ESP32 Module Schematic
This tutorial builds a schematic-only ESP32 module circuit similar to the minimum system around an ESP32-WROOM module. The goal is to show the electrical blocks clearly before doing any PCB placement or RF layout work.
The circuit includes:
- USB-C 5 V input
- A 3.3 V regulator and bulk/decoupling capacitors
- An ESP32-WROOM style module symbol
- A CP2102N-style USB-UART bridge
- EN reset and IO0 boot buttons
- Pullups and pulldowns for the common boot strapping pins
This is intentionally a schematic-first example. Before manufacturing a board, copy the exact module, USB-UART bridge, regulator, and antenna layout guidance from the vendor datasheets.
Complete Schematic
How the Blocks Fit Together
USB-C Input
J1 brings in VBUS_5V, USB_DP, USB_DM, and the two CC pins. The two
5.1 k resistors on CC1 and CC2 advertise the board as a USB device that
wants 5 V from a USB-C host or charger.
3.3 V Rail
The ESP32 module and USB-UART bridge both run from V3_3. The regulator input
and output capacitors keep the rail stable, while the extra 100 nF capacitors
show the local bypass capacitors that should be placed near the IC power pins in
a PCB layout.
USB-UART Programming
The CP2102N-style bridge converts USB data to UART_TX and UART_RX. Those nets
cross into the ESP32 module as RXD0 and TXD0, which is the serial bootloader
interface used for flashing firmware.
Reset and Boot
EN has a 10 k pullup and a small capacitor to ground for power-on reset. The
reset button pulls ESP_EN low manually. IO0 has a pullup and a boot button
that pulls it low, putting the ESP32 into its serial bootloader when reset.
The two small NPN transistors show the common auto-reset circuit used by USB-UART
bridges. Host tools can toggle DTR and RTS so firmware uploads do not require
pressing both buttons by hand.
Strapping Pins
IO2, IO5, IO12, and IO15 are represented with explicit pull resistors so
the schematic makes the boot-mode assumptions visible. Check the datasheet for
the exact ESP32 variant before changing these values or reusing the pattern on a
custom module.
PCB Follow-up Checklist
Before turning this schematic into a PCB:
- Use the exact ESP32 module footprint and keepout from the module vendor.
- Keep copper, ground pours, and tall components out of the antenna keepout.
- Place regulator and ESP32 decoupling capacitors close to the relevant pins.
- Route USB D+ and D- as a controlled differential pair when possible.
- Confirm the EN, IO0, and strapping resistor values against the module datasheet.
- Add ESD protection on USB for production hardware.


Task goal: Among the records, which lines hold the word "Créer"? Pick them out.

Items from an interface collection:
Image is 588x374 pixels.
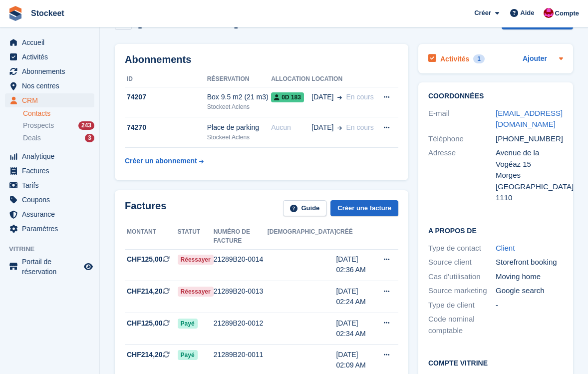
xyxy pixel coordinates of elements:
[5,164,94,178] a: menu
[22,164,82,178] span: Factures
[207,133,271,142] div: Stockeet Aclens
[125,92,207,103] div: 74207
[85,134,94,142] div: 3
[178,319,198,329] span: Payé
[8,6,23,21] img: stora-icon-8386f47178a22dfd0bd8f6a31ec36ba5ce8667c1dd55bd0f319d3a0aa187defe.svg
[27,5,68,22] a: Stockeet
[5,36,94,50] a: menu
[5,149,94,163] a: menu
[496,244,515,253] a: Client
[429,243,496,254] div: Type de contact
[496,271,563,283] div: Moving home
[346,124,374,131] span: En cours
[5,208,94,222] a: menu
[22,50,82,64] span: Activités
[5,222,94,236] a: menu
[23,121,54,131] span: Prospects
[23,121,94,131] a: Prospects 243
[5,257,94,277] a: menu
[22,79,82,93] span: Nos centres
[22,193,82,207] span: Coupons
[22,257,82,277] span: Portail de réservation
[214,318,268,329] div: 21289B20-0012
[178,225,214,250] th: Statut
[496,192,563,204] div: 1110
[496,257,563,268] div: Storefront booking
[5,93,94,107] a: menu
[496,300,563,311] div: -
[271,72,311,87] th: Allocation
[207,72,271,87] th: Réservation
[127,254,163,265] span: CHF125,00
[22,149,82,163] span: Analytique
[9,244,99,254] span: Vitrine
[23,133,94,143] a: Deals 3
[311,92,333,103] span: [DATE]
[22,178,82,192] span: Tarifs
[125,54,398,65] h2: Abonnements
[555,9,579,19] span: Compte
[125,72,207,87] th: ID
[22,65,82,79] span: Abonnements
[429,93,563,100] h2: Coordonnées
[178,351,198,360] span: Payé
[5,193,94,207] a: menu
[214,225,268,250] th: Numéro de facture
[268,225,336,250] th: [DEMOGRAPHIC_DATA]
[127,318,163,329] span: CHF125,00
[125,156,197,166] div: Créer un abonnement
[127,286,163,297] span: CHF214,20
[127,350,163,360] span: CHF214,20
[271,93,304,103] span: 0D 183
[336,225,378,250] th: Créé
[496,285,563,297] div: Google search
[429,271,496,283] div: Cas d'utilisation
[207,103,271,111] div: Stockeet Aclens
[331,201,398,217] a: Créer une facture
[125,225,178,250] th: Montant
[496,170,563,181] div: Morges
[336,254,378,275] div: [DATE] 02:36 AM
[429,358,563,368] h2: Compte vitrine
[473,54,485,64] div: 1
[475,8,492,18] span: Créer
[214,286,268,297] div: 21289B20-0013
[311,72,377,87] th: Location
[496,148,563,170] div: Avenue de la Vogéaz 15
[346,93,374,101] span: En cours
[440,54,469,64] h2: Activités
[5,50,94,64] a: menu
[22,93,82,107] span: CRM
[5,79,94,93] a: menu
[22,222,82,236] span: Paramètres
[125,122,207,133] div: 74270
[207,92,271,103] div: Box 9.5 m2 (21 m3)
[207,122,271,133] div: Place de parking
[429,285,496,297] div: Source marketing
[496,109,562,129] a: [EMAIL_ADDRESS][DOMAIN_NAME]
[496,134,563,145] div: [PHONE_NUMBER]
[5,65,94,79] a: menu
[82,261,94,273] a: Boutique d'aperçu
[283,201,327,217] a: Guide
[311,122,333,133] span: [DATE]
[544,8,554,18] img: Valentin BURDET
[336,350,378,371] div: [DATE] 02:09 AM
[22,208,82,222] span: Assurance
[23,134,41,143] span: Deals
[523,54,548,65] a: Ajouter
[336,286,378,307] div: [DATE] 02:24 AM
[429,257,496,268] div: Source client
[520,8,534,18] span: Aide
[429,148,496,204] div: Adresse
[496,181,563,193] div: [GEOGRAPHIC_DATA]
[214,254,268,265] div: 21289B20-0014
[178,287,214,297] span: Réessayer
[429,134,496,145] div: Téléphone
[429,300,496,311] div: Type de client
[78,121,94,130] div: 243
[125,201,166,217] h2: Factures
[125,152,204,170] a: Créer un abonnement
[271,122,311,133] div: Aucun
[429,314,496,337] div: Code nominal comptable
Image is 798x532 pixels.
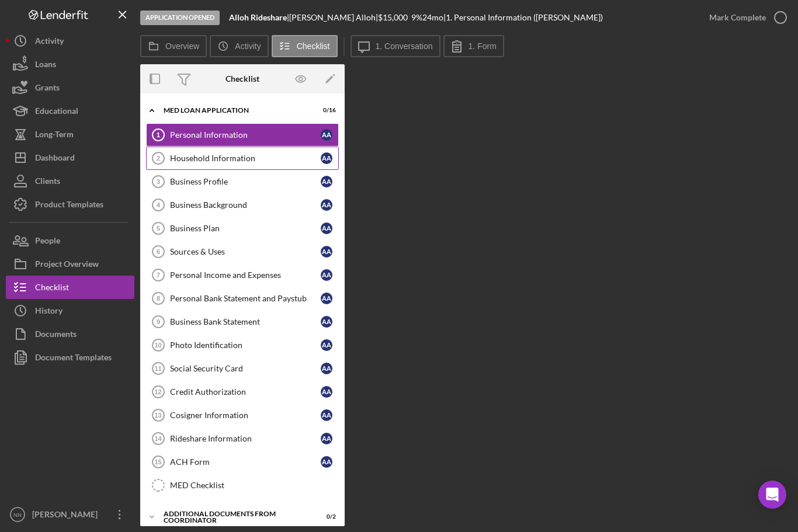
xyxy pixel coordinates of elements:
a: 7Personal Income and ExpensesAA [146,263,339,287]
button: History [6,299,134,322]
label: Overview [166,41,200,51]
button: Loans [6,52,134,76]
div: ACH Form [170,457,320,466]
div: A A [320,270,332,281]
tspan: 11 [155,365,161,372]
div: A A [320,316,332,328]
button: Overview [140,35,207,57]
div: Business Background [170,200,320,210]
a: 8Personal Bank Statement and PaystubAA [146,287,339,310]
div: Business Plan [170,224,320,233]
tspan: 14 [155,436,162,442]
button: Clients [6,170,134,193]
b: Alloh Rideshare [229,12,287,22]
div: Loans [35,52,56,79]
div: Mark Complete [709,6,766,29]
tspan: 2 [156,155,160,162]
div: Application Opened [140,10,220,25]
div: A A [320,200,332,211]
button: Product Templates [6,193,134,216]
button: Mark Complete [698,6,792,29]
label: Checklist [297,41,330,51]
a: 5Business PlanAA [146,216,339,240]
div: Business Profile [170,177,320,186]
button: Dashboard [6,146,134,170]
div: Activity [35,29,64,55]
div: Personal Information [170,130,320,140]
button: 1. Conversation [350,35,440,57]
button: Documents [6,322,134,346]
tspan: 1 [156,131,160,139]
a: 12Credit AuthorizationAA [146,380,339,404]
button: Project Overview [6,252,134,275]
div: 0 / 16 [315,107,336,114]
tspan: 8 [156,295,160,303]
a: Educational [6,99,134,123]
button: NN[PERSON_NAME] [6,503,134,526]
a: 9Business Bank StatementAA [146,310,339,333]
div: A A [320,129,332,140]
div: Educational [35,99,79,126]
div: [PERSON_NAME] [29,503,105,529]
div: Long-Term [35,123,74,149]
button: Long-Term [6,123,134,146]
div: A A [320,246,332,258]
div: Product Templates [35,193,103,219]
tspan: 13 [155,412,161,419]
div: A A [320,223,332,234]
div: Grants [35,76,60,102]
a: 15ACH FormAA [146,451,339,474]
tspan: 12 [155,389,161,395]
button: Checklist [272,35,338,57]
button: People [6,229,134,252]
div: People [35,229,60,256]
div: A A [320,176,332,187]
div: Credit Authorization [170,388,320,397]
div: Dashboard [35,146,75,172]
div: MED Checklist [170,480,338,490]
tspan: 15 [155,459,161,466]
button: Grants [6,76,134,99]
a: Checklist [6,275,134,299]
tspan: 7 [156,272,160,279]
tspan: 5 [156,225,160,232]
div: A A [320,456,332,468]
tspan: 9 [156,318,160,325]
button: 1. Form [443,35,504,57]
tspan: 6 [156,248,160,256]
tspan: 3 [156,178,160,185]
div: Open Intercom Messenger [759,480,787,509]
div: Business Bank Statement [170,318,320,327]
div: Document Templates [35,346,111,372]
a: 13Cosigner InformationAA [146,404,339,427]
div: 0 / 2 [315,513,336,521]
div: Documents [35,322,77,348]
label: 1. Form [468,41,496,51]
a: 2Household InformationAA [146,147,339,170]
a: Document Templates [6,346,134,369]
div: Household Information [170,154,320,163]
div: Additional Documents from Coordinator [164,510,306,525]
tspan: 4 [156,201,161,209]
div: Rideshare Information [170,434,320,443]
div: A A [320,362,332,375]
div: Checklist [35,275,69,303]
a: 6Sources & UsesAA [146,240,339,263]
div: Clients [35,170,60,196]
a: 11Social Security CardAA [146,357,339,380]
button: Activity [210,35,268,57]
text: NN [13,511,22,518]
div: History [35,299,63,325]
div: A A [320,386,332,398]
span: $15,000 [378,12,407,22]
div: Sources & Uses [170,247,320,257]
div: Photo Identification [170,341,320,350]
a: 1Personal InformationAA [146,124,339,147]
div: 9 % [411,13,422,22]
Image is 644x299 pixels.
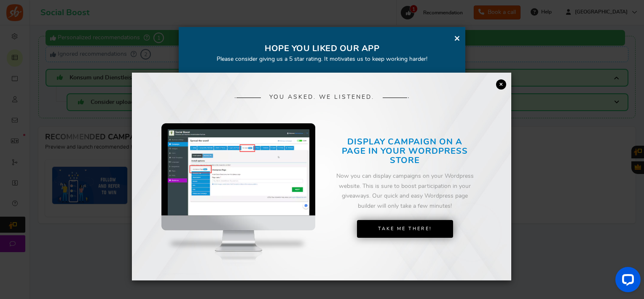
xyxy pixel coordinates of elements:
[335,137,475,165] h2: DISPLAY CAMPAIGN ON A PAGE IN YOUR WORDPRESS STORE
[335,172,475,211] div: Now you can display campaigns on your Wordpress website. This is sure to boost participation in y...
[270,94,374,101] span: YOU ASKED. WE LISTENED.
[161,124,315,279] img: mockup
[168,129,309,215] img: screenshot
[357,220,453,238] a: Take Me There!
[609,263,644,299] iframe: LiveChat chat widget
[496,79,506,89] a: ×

==

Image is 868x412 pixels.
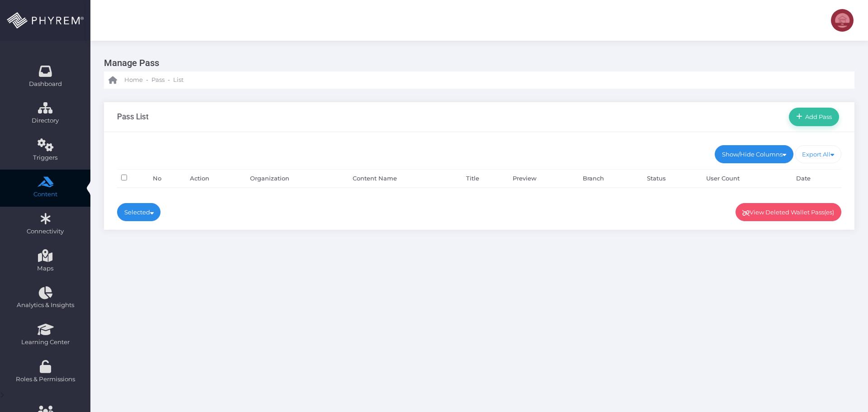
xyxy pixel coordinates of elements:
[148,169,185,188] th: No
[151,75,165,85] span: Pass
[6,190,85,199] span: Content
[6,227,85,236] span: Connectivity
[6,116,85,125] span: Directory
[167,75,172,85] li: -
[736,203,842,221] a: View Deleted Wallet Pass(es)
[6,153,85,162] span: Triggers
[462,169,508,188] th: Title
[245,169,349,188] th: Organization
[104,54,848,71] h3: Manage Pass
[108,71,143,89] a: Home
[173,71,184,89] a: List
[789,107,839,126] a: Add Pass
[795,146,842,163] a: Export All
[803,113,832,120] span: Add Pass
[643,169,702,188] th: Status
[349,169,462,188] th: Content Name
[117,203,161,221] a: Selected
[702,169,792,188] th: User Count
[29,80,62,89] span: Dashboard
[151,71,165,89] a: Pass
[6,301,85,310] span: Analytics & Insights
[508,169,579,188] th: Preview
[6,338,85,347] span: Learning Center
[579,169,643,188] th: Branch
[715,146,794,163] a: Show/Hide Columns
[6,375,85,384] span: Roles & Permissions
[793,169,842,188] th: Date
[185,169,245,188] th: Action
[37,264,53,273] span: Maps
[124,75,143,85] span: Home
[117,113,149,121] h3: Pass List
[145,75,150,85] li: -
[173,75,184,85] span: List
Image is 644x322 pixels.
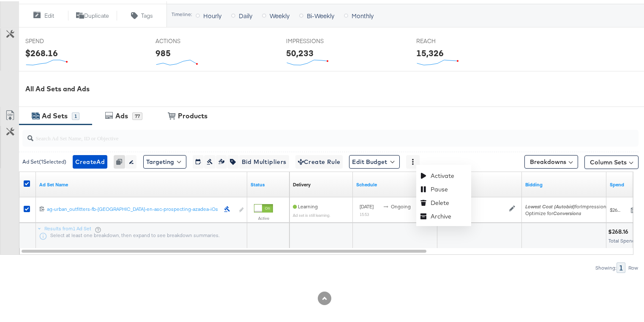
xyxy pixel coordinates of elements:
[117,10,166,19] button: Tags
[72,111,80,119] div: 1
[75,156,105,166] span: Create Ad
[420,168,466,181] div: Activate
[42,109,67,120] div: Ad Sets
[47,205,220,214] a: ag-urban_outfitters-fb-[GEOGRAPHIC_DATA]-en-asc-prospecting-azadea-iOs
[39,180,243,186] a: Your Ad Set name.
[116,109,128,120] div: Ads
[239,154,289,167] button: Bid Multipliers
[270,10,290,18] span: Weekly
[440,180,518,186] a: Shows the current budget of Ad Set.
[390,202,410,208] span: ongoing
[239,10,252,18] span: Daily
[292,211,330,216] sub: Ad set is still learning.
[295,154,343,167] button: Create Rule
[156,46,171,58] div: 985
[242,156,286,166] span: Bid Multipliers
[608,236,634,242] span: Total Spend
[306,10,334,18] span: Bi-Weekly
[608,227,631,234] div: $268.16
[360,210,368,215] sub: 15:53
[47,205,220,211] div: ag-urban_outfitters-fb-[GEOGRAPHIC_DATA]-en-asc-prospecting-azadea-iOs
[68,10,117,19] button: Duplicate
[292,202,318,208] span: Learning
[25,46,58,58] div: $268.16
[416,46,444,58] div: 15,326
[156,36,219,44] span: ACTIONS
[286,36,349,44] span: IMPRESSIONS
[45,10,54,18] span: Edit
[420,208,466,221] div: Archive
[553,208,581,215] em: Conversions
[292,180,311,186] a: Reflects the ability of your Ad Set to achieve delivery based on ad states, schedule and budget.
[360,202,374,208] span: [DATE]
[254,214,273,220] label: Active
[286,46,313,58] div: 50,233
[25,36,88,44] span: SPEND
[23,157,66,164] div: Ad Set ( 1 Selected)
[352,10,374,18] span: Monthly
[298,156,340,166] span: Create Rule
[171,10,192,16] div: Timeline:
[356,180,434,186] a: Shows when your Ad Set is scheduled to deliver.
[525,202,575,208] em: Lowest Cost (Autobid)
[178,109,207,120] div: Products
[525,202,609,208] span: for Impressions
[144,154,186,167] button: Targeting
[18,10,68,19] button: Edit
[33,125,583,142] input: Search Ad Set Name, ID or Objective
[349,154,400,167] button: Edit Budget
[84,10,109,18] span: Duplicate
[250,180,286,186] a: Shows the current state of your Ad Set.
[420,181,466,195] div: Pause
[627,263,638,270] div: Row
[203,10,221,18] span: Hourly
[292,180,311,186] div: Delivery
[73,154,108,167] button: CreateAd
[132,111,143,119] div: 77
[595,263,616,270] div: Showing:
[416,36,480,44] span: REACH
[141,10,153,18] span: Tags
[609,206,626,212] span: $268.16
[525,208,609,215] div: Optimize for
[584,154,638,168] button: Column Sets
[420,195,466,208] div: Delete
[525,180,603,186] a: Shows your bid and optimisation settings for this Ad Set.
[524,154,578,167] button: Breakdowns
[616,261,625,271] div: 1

Result for this exercise:
[125,156,197,166] div: Créer un abonnement
[331,201,398,217] a: Créer une facture
[475,8,492,18] span: Créer
[125,152,204,170] a: Créer un abonnement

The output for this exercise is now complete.